Data to use —
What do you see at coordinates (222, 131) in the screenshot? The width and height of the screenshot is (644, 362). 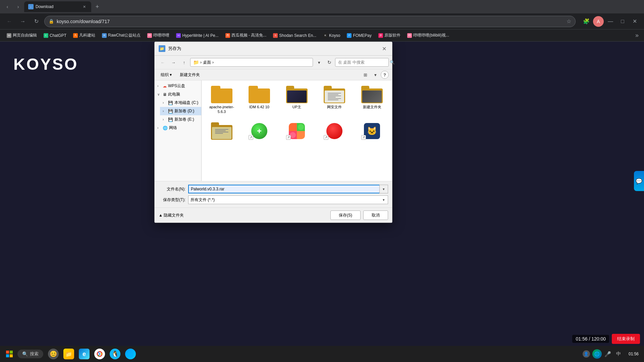 I see `folder-icon` at bounding box center [222, 131].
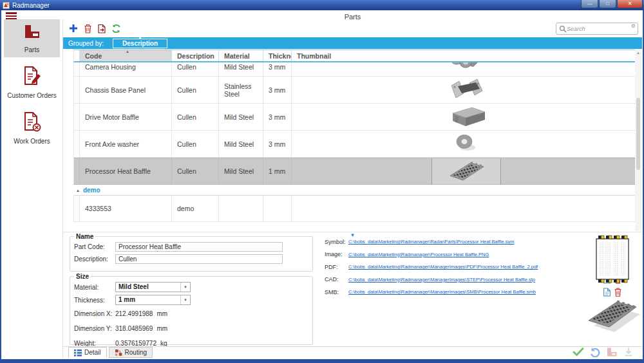 The width and height of the screenshot is (644, 363). I want to click on dimension-y-value: 318.0485969, so click(134, 328).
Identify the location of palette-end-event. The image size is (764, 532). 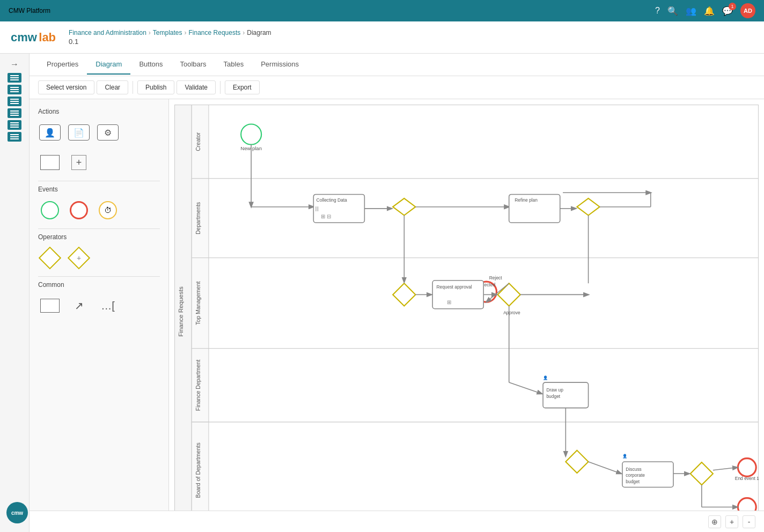
(79, 210).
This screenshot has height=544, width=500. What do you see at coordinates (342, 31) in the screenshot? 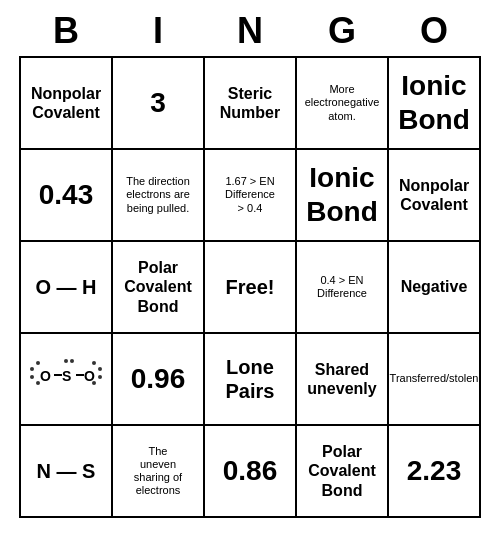
I see `title-g: G` at bounding box center [342, 31].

Instructions to follow —
The lines to copy run from the line containing "Identify the location" through the end of the data above; copy exactly those, minus the pictures.

Completed task —
Identify the location of palette-end-event. The image size is (764, 532). 
(79, 210).
This screenshot has height=544, width=500. What do you see at coordinates (342, 31) in the screenshot? 
I see `title-g: G` at bounding box center [342, 31].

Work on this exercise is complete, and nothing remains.